A four-hour take-home that actually reveals seniority
Provide a minimal headless API and ask the candidate to build a micro storefront in Next.js 14 with TypeScript, RSC, and a small design system.

- Catalog page uses ISR with tag-based revalidation; product detail uses streaming SSR.
- Client cart with optimistic updates, persisted per user, and URL-driven filters.
- Performance budgets: LCP under 2.5s on 4G, INP under 200ms; block merges that regress budgets.
- Observability: Add Web Vitals to an endpoint, trace server actions, and log cache hits/misses.
- Accessibility: Keyboard traps avoided, focus management on route change, labels, and color contrast.
- Tests: Unit coverage for utilities, integration tests for cart, and Playwright smoke on CI.
- Short README: architecture decisions, tradeoffs, and known risks.
App store deployment and release management
Even web-first teams need release discipline. Probe cross-channel fluency: how they would ship a React Native or Capacitor companion app, and how web releases coordinate with mobile cadences.
- Mobile: Configure Fastlane, semantic versioning, TestFlight/internal testing, phased release, and over-the-air updates with Expo EAS or CodePush while respecting store policies.

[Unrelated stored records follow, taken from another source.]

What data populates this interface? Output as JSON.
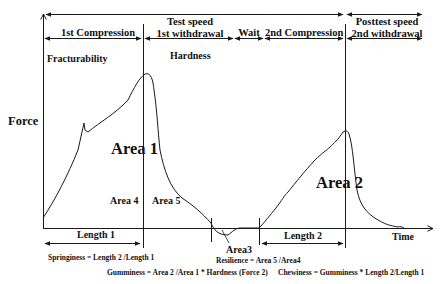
{
  "diagram": {
    "type": "texture-profile-analysis-curve",
    "axes": {
      "y_label": "Force",
      "x_label": "Time"
    },
    "phases": {
      "top_row": [
        {
          "label_line1": "",
          "label_line2": "1st Compression"
        },
        {
          "label_line1": "Test speed",
          "label_line2": "1st withdrawal"
        },
        {
          "label_line1": "",
          "label_line2": "Wait"
        },
        {
          "label_line1": "",
          "label_line2": "2nd Compression"
        },
        {
          "label_line1": "Posttest speed",
          "label_line2": "2nd withdrawal"
        }
      ]
    },
    "annotations": {
      "fracturability": "Fracturability",
      "hardness": "Hardness",
      "area1": "Area 1",
      "area2": "Area 2",
      "area3": "Area3",
      "area4": "Area 4",
      "area5": "Area 5",
      "length1": "Length 1",
      "length2": "Length 2"
    },
    "formulas": {
      "springiness": "Springiness = Length 2 /Length 1",
      "resilience": "Resilience = Area 5 /Area4",
      "gumminess": "Gumminess = Area 2 /Area 1 * Hardness (Force 2)",
      "chewiness": "Chewiness = Gumminess * Length 2/Length 1"
    },
    "colors": {
      "line": "#1a1a1a",
      "background": "#ffffff"
    }
  }
}
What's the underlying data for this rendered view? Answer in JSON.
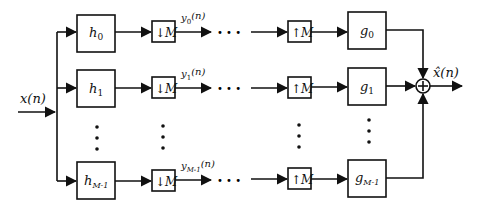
{
  "diagram": {
    "input_label": "x(n)",
    "output_label": "x̂(n)",
    "analysis_filters": [
      "h0",
      "h1",
      "hM-1"
    ],
    "analysis_filter_labels": [
      {
        "base": "h",
        "sub": "0"
      },
      {
        "base": "h",
        "sub": "1"
      },
      {
        "base": "h",
        "sub": "M-1"
      }
    ],
    "downsamplers": [
      "↓M",
      "↓M",
      "↓M"
    ],
    "downsampler_label": {
      "arrow": "↓",
      "factor": "M"
    },
    "upsampler_label": {
      "arrow": "↑",
      "factor": "M"
    },
    "subband_signals": [
      {
        "base": "y",
        "sub": "0",
        "arg": "(n)"
      },
      {
        "base": "y",
        "sub": "1",
        "arg": "(n)"
      },
      {
        "base": "y",
        "sub": "M-1",
        "arg": "(n)"
      }
    ],
    "synthesis_filter_labels": [
      {
        "base": "g",
        "sub": "0"
      },
      {
        "base": "g",
        "sub": "1"
      },
      {
        "base": "g",
        "sub": "M-1"
      }
    ],
    "ellipsis": "• • •",
    "summer_symbol": "+",
    "colors": {
      "stroke": "#111111",
      "background": "#ffffff"
    }
  }
}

- Web: Trunk-based development, feature flags, blue-green or canary deploys, and instant rollbacks with database migration guards.

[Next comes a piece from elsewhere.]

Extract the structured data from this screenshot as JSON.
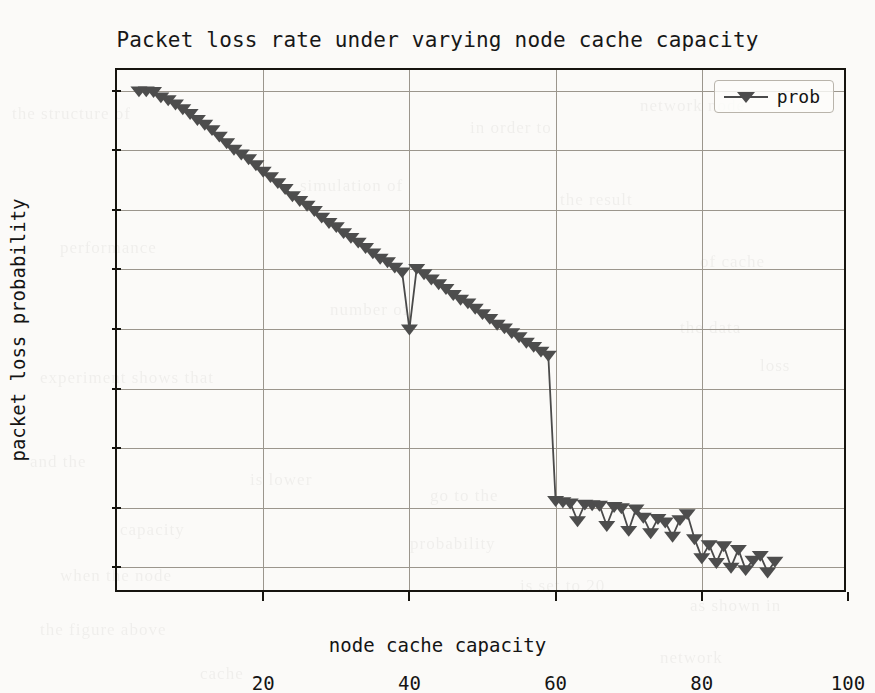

- Compliance: Handling app review guidelines, privacy manifests, and crash symbolication pipelines.
Red flags and signal boosters
- Red flag: Talks about "performance" without numbers. Signal: Quotes concrete metrics, shows before/after profiles, and enforces budgets in CI.

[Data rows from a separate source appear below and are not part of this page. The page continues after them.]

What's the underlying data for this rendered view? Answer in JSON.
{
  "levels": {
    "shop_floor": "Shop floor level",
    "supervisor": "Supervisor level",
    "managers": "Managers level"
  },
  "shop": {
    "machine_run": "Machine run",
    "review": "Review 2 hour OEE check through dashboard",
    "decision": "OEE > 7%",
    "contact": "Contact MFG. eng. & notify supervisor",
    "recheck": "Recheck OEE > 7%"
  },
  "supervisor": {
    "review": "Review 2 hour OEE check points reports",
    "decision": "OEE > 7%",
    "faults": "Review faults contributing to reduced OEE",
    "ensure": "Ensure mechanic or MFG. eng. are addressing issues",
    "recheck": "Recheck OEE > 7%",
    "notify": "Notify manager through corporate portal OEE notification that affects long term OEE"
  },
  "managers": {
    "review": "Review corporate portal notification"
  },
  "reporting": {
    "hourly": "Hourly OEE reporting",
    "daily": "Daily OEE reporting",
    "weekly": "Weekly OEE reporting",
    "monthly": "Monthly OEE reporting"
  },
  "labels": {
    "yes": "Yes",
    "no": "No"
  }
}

- Red flag: Centralizes all state in Redux by default. Signal: Pushes state to the server and URL when appropriate; uses lightweight client stores.
- Red flag: Treats Next.js caching as magic. Signal: Explains cache keys, revalidation triggers, and stampede protection.
- Red flag: Ignores release management. Signal: Presents a rollback plan, SLOs, and can explain incident postmortems.
- Red flag: Weak a11y. Signal: Builds accessible components and includes automated and manual checks.
Structured onsite exercise
Seed a repo with a regression: a client component wraps the home page, causing CLS and INP spikes. Ask them to:
- Refactor to Server Components with Suspense and segment caching.
- Fix layout shift by reserving image space and deferring widgets.